Funder refused permission to use privileged material in ‘fraud’ claim


Private FDR hearing: Led to contested settlement

The High Court has refused a litigation funder’s bid to use privileged material to overturn a divorce settlement which it says deliberately provides no assets for the wife to pay the £1m she owes it.

Mrs Justice Roberts decided that there was already enough information available for the funder to argue at a forthcoming hearing that the financial remedy settlement should be set aside.

However, she also suggested that the Family Procedure Rules Committee reconsider the ‘absolute bar’ on the use of anything said or done at a financial dispute resolution (FDR) hearing in support of any separate civil action, as identified by Sir James Munby in V v W [2020] EWFC 84 in his interpretation of paragraph 6.2 of practice direction 9A.

She said: “It is an interpretation with which I respectfully agree for the reasons set out in this judgment, although I hope that the different underlying factual matrix of this case (and, no doubt, others) might provide a basis for revisiting when, and in what circumstances, that bar might be lifted where a case can be established for justifying the introduction into proceedings of material covered by the FDR privilege.”

Roberts J distinguished the case before her from V v W on the basis that there were no allegations of fraud made in the latter.

The unnamed funder, ‘Q’, is owed almost £1m by LS, the wife in what the judge described as “complex and highly contentious litigation” that settled soon after a private FDR hearing.

Q has been joined to the proceedings and issued an application to set aside a consent order which was sealed last year, having been approved by deputy High Court judge Nicholas Cusworth QC. The hearing is listed for March.

It is common ground that he was not made aware of either Q’s joinder or the fact that it had made an application to be heard prior to that final approval being given.

Q alleges that the settlement was a fraud on it, deliberately structured by the parties so as to leave the wife with no assets or entitlement to property or liquid funds from which her debt to Q could be met.

The funder has some of the privileged material generated in the proceedings and, in particular, for the purposes of the FDR hearing. It sought the court’s permission to admit at the set-aside hearing without prejudice offers and other materials from the FDR.

Roberts J said there was “no doubt” that the husband was aggrieved at the level of costs incurred by the wife.

“He is particularly concerned that a significant element of the debt due to Q has accrued as a result of costs which he perceives to have been run up unreasonably in the context of the defended Children Act proceedings.

“He has made it quite plain through Mr Todd QC that he does not consider that Q is entitled to any protection or preferential status within these proceedings.

“It does not need an invasion of the privileged FDR material to reach a tentative conclusion that this may (not must) have been one of the drivers for structuring the settlement proposals in terms of the offer accepted by the wife.”

Roberts J said the privilege was “clearly engaged” even though it was a private FDR arranged by the parties outside the context of a court-listed FDR appointment. There was no good reason to draw a distinction between the two.

“Such are the demands on the court system that timely settlements would not be achieved if every case had to take its place in the queue to secure oversight by a full-time judge of the division or a s.9 deputy authorised to sit in financial remedy disputes,” she said.

The judge highlighted the importance of the policy underpinning paragraph 6.2: “The entire system of FDR-resolution would cease to run as efficiently as it does if negotiations and discussions, often taking place over several days in a complex case, were at risk of being opened up to wider scrutiny as teams of lawyers picked over which aspects of those discussions and/or the written material generated for the FDR might be admissible for purposes unconnected with those negotiations.”

Equally, she acknowledged that Q’s success in the set-aside application “might well be facilitated in part” by the release of the privileged material.

But she said there was “already a wealth of material open to the court on that occasion (including the specific terms of settlement reached) which is either a matter of record or which is available as part of the evidence which has already been collected for the purposes of disclosure in the financial remedy proceedings”.

The absence of the privileged material would not “prevent or inhibit a full and proper consideration of Q’s claims”, she concluded.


▶ Directions:
Find and copy each line of the data that includes "discip".

Dataset records on visual material:

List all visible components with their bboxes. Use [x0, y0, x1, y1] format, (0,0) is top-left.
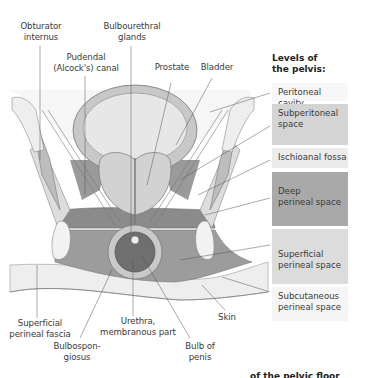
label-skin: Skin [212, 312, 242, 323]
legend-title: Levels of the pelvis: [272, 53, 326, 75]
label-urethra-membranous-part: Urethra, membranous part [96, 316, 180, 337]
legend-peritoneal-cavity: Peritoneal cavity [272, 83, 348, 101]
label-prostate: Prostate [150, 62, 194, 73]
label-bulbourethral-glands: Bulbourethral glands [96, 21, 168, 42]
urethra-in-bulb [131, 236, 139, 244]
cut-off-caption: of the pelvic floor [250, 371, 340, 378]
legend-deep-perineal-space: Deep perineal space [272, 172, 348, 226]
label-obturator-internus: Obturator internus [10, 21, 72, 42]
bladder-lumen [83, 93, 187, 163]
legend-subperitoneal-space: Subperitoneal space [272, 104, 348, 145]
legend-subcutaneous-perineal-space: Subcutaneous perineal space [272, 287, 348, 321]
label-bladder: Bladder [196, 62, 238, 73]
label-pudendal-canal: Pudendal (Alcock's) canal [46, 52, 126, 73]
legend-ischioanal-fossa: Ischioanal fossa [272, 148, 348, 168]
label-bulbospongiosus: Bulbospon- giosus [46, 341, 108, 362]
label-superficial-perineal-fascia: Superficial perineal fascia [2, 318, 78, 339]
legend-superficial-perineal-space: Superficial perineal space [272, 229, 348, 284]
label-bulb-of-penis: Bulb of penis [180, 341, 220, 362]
* * *
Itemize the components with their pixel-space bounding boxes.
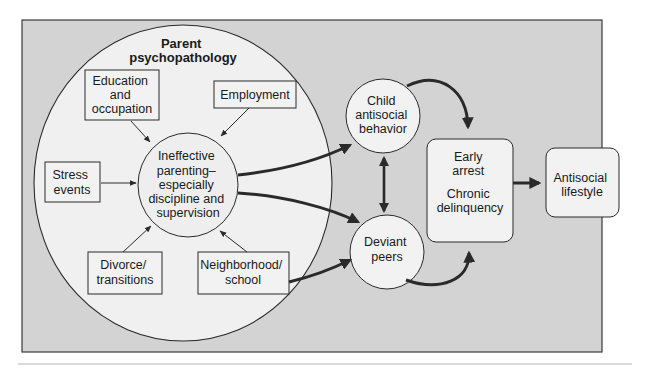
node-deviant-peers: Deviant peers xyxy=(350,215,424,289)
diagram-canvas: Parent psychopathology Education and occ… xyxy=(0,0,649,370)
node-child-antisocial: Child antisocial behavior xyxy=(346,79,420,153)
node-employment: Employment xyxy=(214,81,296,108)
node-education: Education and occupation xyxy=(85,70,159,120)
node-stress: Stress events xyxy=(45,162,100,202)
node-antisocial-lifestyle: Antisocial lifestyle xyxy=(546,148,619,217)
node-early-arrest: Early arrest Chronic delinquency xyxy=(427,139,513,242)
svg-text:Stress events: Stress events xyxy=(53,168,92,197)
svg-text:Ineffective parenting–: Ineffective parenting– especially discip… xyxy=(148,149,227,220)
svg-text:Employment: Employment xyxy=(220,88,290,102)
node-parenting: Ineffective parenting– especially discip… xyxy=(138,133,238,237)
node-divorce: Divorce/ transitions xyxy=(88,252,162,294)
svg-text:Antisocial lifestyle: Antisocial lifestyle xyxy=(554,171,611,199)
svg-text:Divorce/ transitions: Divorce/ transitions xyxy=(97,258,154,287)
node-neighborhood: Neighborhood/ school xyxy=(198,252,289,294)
==
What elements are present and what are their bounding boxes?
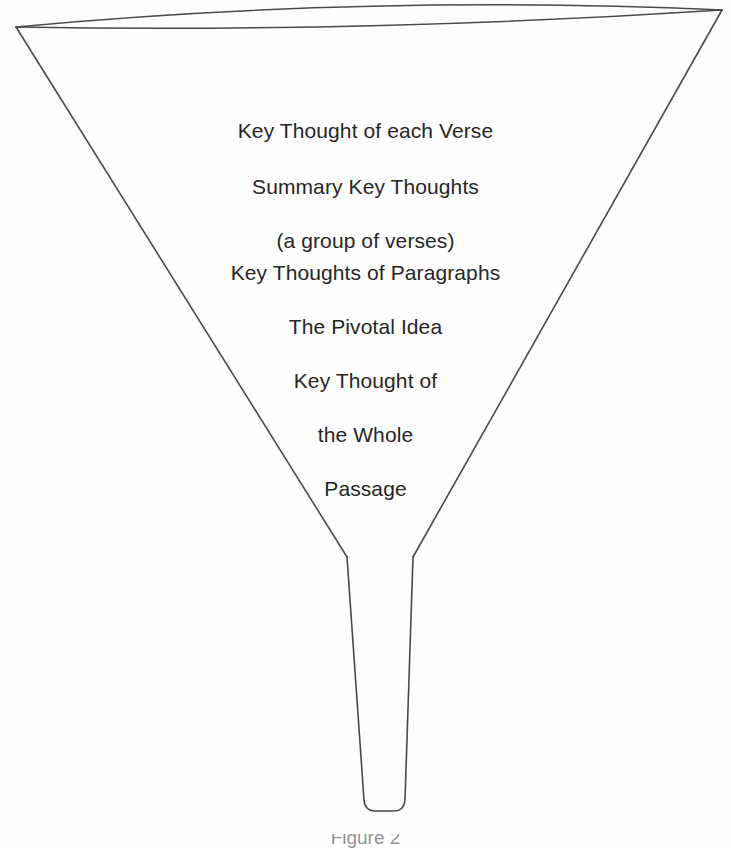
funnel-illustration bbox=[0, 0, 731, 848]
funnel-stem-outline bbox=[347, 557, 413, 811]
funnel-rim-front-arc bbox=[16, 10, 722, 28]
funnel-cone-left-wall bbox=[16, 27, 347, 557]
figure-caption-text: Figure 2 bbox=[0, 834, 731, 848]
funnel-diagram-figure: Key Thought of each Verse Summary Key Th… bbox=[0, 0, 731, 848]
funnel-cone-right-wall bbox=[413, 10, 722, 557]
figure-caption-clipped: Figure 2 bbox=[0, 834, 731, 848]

▶ Expected output:
svg-text:Ineffective parenting–: Ineffective parenting– especially discip… xyxy=(148,149,227,220)
node-parenting: Ineffective parenting– especially discip… xyxy=(138,133,238,237)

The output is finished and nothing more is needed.